The director of the Office of Management and Budget is a Princeton University graduate who has a Ph.D. from the London School of Economics. Prior to joining the Obama administration, Orszag, 39, directed the Con-gressional Budget Office and shifted a large part of its focus to healthcare issues. Orszag says the top fiscal threat facing the nation is escalating healthcare spending.

Sources: Obama-Biden transition Web site, www.change.gov; Center for American Progress; Congressional Quarterly

Right to Work

Obama says he will work immediately to expand eligibility for the State Children’s Health Insurance Program (SCHIP) and, in light of the recession, direct more federal money to states’ Medicaid programs, says Joseph Newhouse, PhD, a professor of health policy at Harvard University. Indeed, in the months before she was named deputy director of the White House’s new office on health reform, Jeanne Lambrew urged Congress to pass legislation that would boost federal funding for Medicaid and SCHIP.

 

 

Within the first few months of his administration, Obama also plans to push for investment in health information technology as a way to modernize the healthcare system and spur the economy, says Judy Feder, PhD, a professor and former dean of Georgetown University’s Public Policy Institute and a two-time Democratic congressional candidate who campaigned on a healthcare platform almost identical to the president’s.

Obama says he would like to direct $10 billion a year over the next five years to help the nation’s hospitals and healthcare providers install electronic billing and medical record systems.

“Somebody’s got to help set those up.

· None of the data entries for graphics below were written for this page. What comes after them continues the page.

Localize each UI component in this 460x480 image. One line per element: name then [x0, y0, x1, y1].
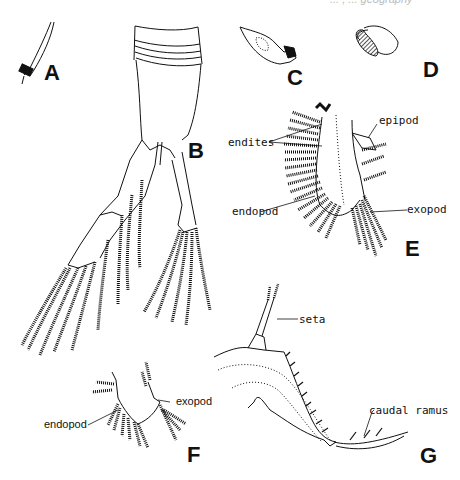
annotation-endites: endites — [228, 137, 274, 148]
annotation-caudal-ramus: caudal ramus — [369, 405, 448, 416]
panel-label-g: G — [420, 445, 437, 467]
drawing-c — [240, 27, 296, 64]
figure-plate: ... , ... geography — [0, 0, 460, 480]
drawing-d — [356, 26, 398, 56]
annotation-epipod: epipod — [379, 115, 419, 126]
annotation-endopod-f: endopod — [44, 419, 87, 430]
drawing-g — [214, 284, 408, 449]
annotation-endopod-e: endopod — [232, 206, 278, 217]
drawing-e — [284, 104, 386, 256]
panel-label-b: B — [188, 140, 204, 162]
drawing-f — [88, 362, 186, 448]
annotation-exopod-e: exopod — [407, 204, 447, 215]
panel-label-a: A — [44, 62, 60, 84]
panel-label-c: C — [287, 67, 303, 89]
panel-label-f: F — [187, 444, 200, 466]
annotation-seta: seta — [299, 314, 326, 325]
panel-label-d: D — [423, 59, 439, 81]
annotation-exopod-f: exopod — [176, 396, 212, 407]
panel-label-e: E — [405, 238, 420, 260]
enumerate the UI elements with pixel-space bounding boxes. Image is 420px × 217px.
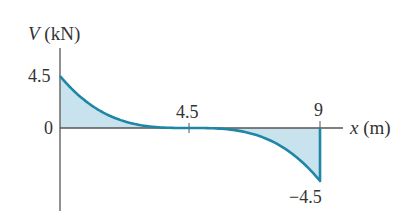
y-tick-label-neg-4-5: −4.5 <box>289 187 322 207</box>
shear-force-diagram: V (kN) 4.5 0 −4.5 4.5 9 x (m) <box>0 0 420 217</box>
y-tick-label-0: 0 <box>44 118 53 138</box>
y-axis-label: V (kN) <box>28 23 80 45</box>
x-tick-label-9: 9 <box>314 100 323 120</box>
y-tick-label-4-5: 4.5 <box>28 66 51 86</box>
x-tick-label-4-5: 4.5 <box>176 102 199 122</box>
x-axis-label: x (m) <box>349 117 391 139</box>
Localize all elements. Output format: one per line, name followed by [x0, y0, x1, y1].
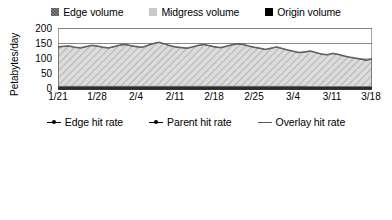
volume-plot-area: [58, 28, 372, 90]
volume-x-tick-5: 2/25: [237, 92, 271, 102]
volume-x-tick-1: 1/28: [80, 92, 114, 102]
legend-item-overlay-hit-rate: Overlay hit rate: [258, 117, 346, 127]
legend-label-overlay-hit-rate: Overlay hit rate: [276, 117, 346, 127]
legend-item-midgress-volume: Midgress volume: [149, 7, 239, 17]
parent-hit-rate-marker-icon: [149, 118, 163, 126]
hit-rate-chart-legend: Edge hit rate Parent hit rate Overlay hi…: [0, 114, 392, 130]
volume-y-tick-150: 150: [26, 40, 52, 48]
legend-item-origin-volume: Origin volume: [265, 7, 340, 17]
legend-label-edge-hit-rate: Edge hit rate: [65, 117, 123, 127]
legend-item-edge-hit-rate: Edge hit rate: [47, 117, 123, 127]
volume-x-tick-4: 2/18: [197, 92, 231, 102]
midgress-volume-swatch-icon: [149, 8, 157, 16]
volume-y-tick-100: 100: [26, 55, 52, 63]
volume-chart-legend: Edge volume Midgress volume Origin volum…: [0, 4, 392, 20]
volume-y-tick-200: 200: [26, 25, 52, 33]
volume-x-tick-7: 3/11: [315, 92, 349, 102]
overlay-hit-rate-marker-icon: [258, 118, 272, 126]
legend-label-parent-hit-rate: Parent hit rate: [167, 117, 231, 127]
origin-volume-swatch-icon: [265, 8, 273, 16]
volume-chart-panel: Edge volume Midgress volume Origin volum…: [0, 0, 392, 110]
legend-item-parent-hit-rate: Parent hit rate: [149, 117, 231, 127]
volume-x-tick-8: 3/18: [354, 92, 388, 102]
volume-x-tick-3: 2/11: [158, 92, 192, 102]
volume-x-tick-0: 1/21: [41, 92, 75, 102]
volume-area-svg: [58, 28, 372, 90]
volume-area-series: [58, 42, 372, 90]
volume-x-tick-2: 2/4: [119, 92, 153, 102]
volume-x-tick-6: 3/4: [276, 92, 310, 102]
legend-item-edge-volume: Edge volume: [51, 7, 123, 17]
legend-label-origin-volume: Origin volume: [277, 7, 340, 17]
edge-volume-swatch-icon: [51, 8, 59, 16]
figure-container: Edge volume Midgress volume Origin volum…: [0, 0, 392, 220]
edge-hit-rate-marker-icon: [47, 118, 61, 126]
volume-y-tick-50: 50: [26, 70, 52, 78]
hit-rate-chart-panel: Edge hit rate Parent hit rate Overlay hi…: [0, 110, 392, 220]
volume-y-axis-label: Petabytes/day: [9, 33, 20, 96]
legend-label-midgress-volume: Midgress volume: [161, 7, 239, 17]
legend-label-edge-volume: Edge volume: [63, 7, 123, 17]
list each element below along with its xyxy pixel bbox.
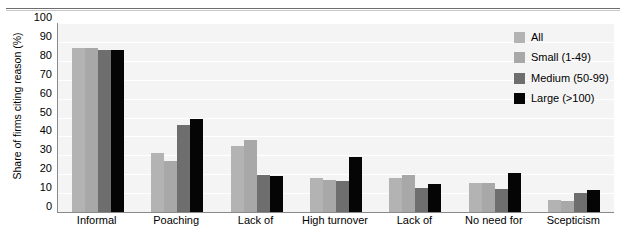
bar: [587, 190, 600, 212]
bar-group: [137, 23, 216, 212]
bar-group: [217, 23, 296, 212]
y-tick-label: 70: [16, 68, 52, 79]
title-rule-top: [6, 8, 620, 9]
bar: [561, 201, 574, 212]
x-tick-label: Informal: [57, 214, 136, 230]
x-axis-tick-labels: InformalPoachingLack ofHigh turnoverLack…: [57, 214, 613, 234]
legend-label: Small (1-49): [531, 52, 591, 63]
title-rule-bottom: [6, 10, 620, 11]
chart-figure: Share of firms citing reason (%) 0102030…: [0, 0, 626, 234]
legend-label: All: [531, 32, 543, 43]
bar-group: [376, 23, 455, 212]
bar: [310, 178, 323, 212]
bar: [349, 157, 362, 212]
x-tick-label: Scepticism: [534, 214, 613, 230]
bar: [495, 189, 508, 212]
legend-swatch-icon: [514, 73, 525, 84]
bar: [164, 161, 177, 212]
legend-item: Small (1-49): [514, 49, 620, 67]
bar-group: [296, 23, 375, 212]
bar: [231, 146, 244, 212]
bar: [508, 173, 521, 212]
bar: [389, 178, 402, 212]
y-tick-label: 50: [16, 106, 52, 117]
bar: [177, 125, 190, 212]
x-tick-label: No need for: [454, 214, 533, 230]
bar: [548, 200, 561, 212]
legend-item: Large (>100): [514, 90, 620, 108]
bar-set: [231, 23, 283, 212]
bar-set: [469, 23, 521, 212]
bar-set: [72, 23, 124, 212]
bar: [482, 183, 495, 212]
bar: [323, 180, 336, 212]
x-axis-line: [57, 212, 614, 213]
bar: [72, 48, 85, 212]
bar: [574, 193, 587, 212]
bar: [402, 175, 415, 212]
legend-item: Medium (50-99): [514, 69, 620, 87]
bar: [85, 48, 98, 212]
bar-set: [389, 23, 441, 212]
legend-swatch-icon: [514, 93, 525, 104]
bar: [415, 188, 428, 212]
legend-label: Medium (50-99): [531, 73, 609, 84]
y-tick-label: 60: [16, 87, 52, 98]
bar: [111, 50, 124, 212]
bar: [244, 140, 257, 212]
bar-set: [151, 23, 203, 212]
bar: [428, 184, 441, 212]
legend-item: All: [514, 28, 620, 46]
bar-group: [58, 23, 137, 212]
bar: [270, 176, 283, 212]
bar: [257, 175, 270, 212]
y-tick-label: 40: [16, 125, 52, 136]
y-tick-label: 10: [16, 182, 52, 193]
y-tick-label: 0: [16, 201, 52, 212]
bar: [151, 153, 164, 212]
x-tick-label: Poaching: [136, 214, 215, 230]
chart-legend: AllSmall (1-49)Medium (50-99)Large (>100…: [514, 28, 620, 110]
bar: [190, 119, 203, 212]
y-tick-label: 90: [16, 30, 52, 41]
legend-label: Large (>100): [531, 93, 594, 104]
x-tick-label: Lack of: [216, 214, 295, 230]
y-tick-label: 20: [16, 163, 52, 174]
y-tick-label: 100: [16, 12, 52, 23]
bar-set: [310, 23, 362, 212]
y-axis-tick-labels: 0102030405060708090100: [16, 17, 52, 213]
bar: [336, 181, 349, 212]
legend-swatch-icon: [514, 32, 525, 43]
x-tick-label: High turnover: [295, 214, 374, 230]
y-tick-label: 30: [16, 144, 52, 155]
y-tick-label: 80: [16, 49, 52, 60]
bar: [98, 50, 111, 212]
legend-swatch-icon: [514, 52, 525, 63]
bar: [469, 183, 482, 212]
x-tick-label: Lack of: [375, 214, 454, 230]
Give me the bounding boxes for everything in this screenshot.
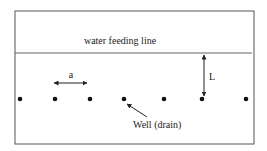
spacing-label: a: [69, 69, 74, 80]
well-pointer-arrow: [127, 104, 147, 117]
well-dot: [122, 97, 127, 102]
well-dot: [18, 97, 23, 102]
distance-label: L: [209, 71, 215, 82]
well-label: Well (drain): [133, 119, 181, 131]
well-dot: [53, 97, 58, 102]
well-dot: [88, 97, 93, 102]
well-dot: [200, 97, 205, 102]
wells-row: [18, 97, 249, 102]
well-drainage-diagram: water feeding line a L Well (drain): [0, 0, 267, 151]
well-dot: [244, 97, 249, 102]
well-dot: [162, 97, 167, 102]
feeding-line-label: water feeding line: [84, 35, 157, 46]
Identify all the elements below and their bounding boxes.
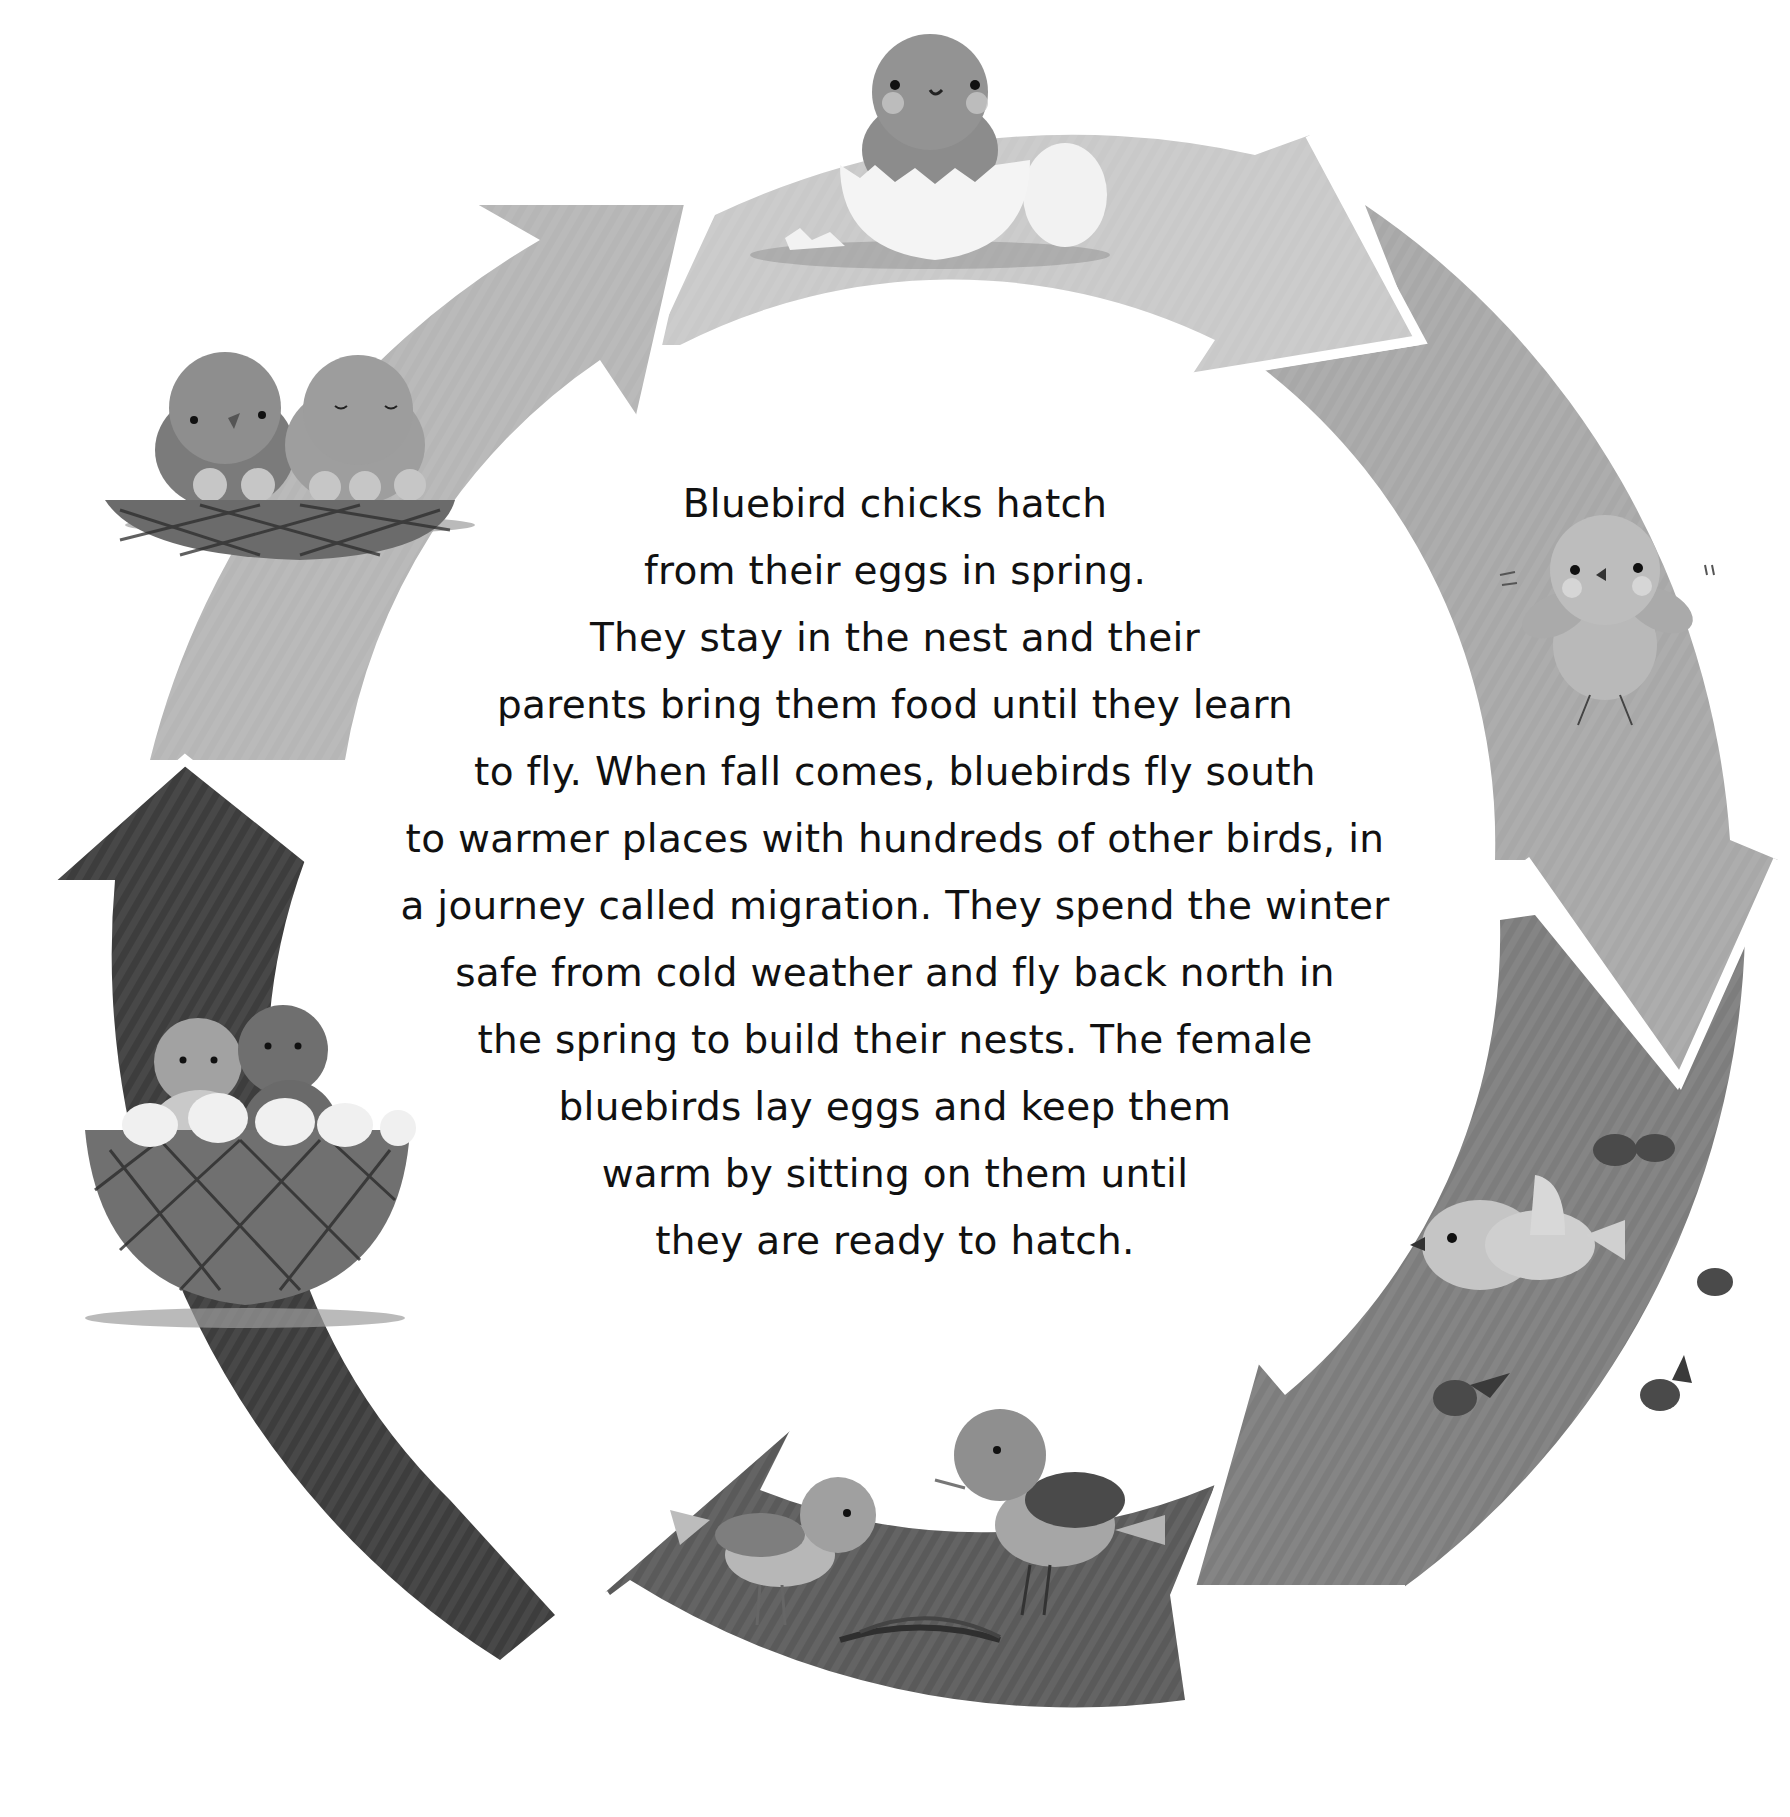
- description-line: They stay in the nest and their: [395, 604, 1395, 671]
- description-line: to fly. When fall comes, bluebirds fly s…: [395, 738, 1395, 805]
- hatching-chick-illustration: [750, 34, 1110, 269]
- description-line: safe from cold weather and fly back nort…: [395, 939, 1395, 1006]
- description-line: bluebirds lay eggs and keep them: [395, 1073, 1395, 1140]
- description-line: from their eggs in spring.: [395, 537, 1395, 604]
- description-line: the spring to build their nests. The fem…: [395, 1006, 1395, 1073]
- description-line: they are ready to hatch.: [395, 1207, 1395, 1274]
- life-cycle-description: Bluebird chicks hatch from their eggs in…: [395, 470, 1395, 1274]
- description-line: parents bring them food until they learn: [395, 671, 1395, 738]
- eggshell-right: [1023, 143, 1107, 247]
- description-line: to warmer places with hundreds of other …: [395, 805, 1395, 872]
- description-line: warm by sitting on them until: [395, 1140, 1395, 1207]
- description-line: a journey called migration. They spend t…: [395, 872, 1395, 939]
- description-line: Bluebird chicks hatch: [395, 470, 1395, 537]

We’ve got to buy computer systems and so forth. That’s an immediate boost to the economy…but it’s also laying the groundwork for reducing our healthcare costs over the long term,” Obama said in November upon naming Peter Orszag, an economist who regards rising healthcare spending as the nation’s top fiscal threat, director of the Office of Management and Budget.

Hospitals and hospitalists can benefit from IT advancements, but the technology should be slowly phased in to give users time to adjust, which may run counter to the quick economic stimulus Obama is trying to achieve, says David Meltzer, M.D., Ph.D., a professor in the department of medicine at the University of Chicago who has conducted considerable research in hospital medicine.

“The point is, health IT takes years to implement,” Dr. Meltzer says. “Just giving grants to buy and set up the equipment isn’t enough. You also want to give grants to prepare people on how to use it effectively.”

Key Points Of Obama’s HealthCare Plan

President Obama and Secretary of Health and Human Services Tom Daschle want to lower healthcare costs and provide all Americans with affordable, accessible health coverage. Here’s how they plan to do it:

CHANGE THE HEALTH INSURANCE SYSTEM

  • Require insurance companies to sell to everyone, regardless of health problems.
  • Create a national health insurance exchange, which would set a minimum level of benefits for health plans, give tax credits to any person or business that can’t afford premiums, and allow people to keep their plan when they change jobs.
  • Offer a new public health plan similar to federal employee benefit plans.
  • Expand eligibility for Medicaid, Medicare, and the State Children’s Health Insurance Program.
  • Require all children—and possibly all adults—to have health coverage.
  • Eliminate subsidies to Medicare Advantage plans and pay providers what it would cost to treat patients under regular Medicare.

PREVENTIVE CARE AND PATIENT SAFETY INITIATIVES

  • Invest $10 billion annually over the next five years in health information technology.
  • Pay providers based on quality of care, not quantity of services.
  • Promote disease management programs and medical-home-type models for people with chronic conditions.
  • Create an independent board to compare the effectiveness of drugs, medical devices, and procedures so that doctors and their patients have accurate, objective information. The board could decide the therapies that public and private insurance plans cover.
  • Promote preventive-care initiatives, such as vaccinations, health screenings, exercise programs, and healthful foods in schools and workplaces.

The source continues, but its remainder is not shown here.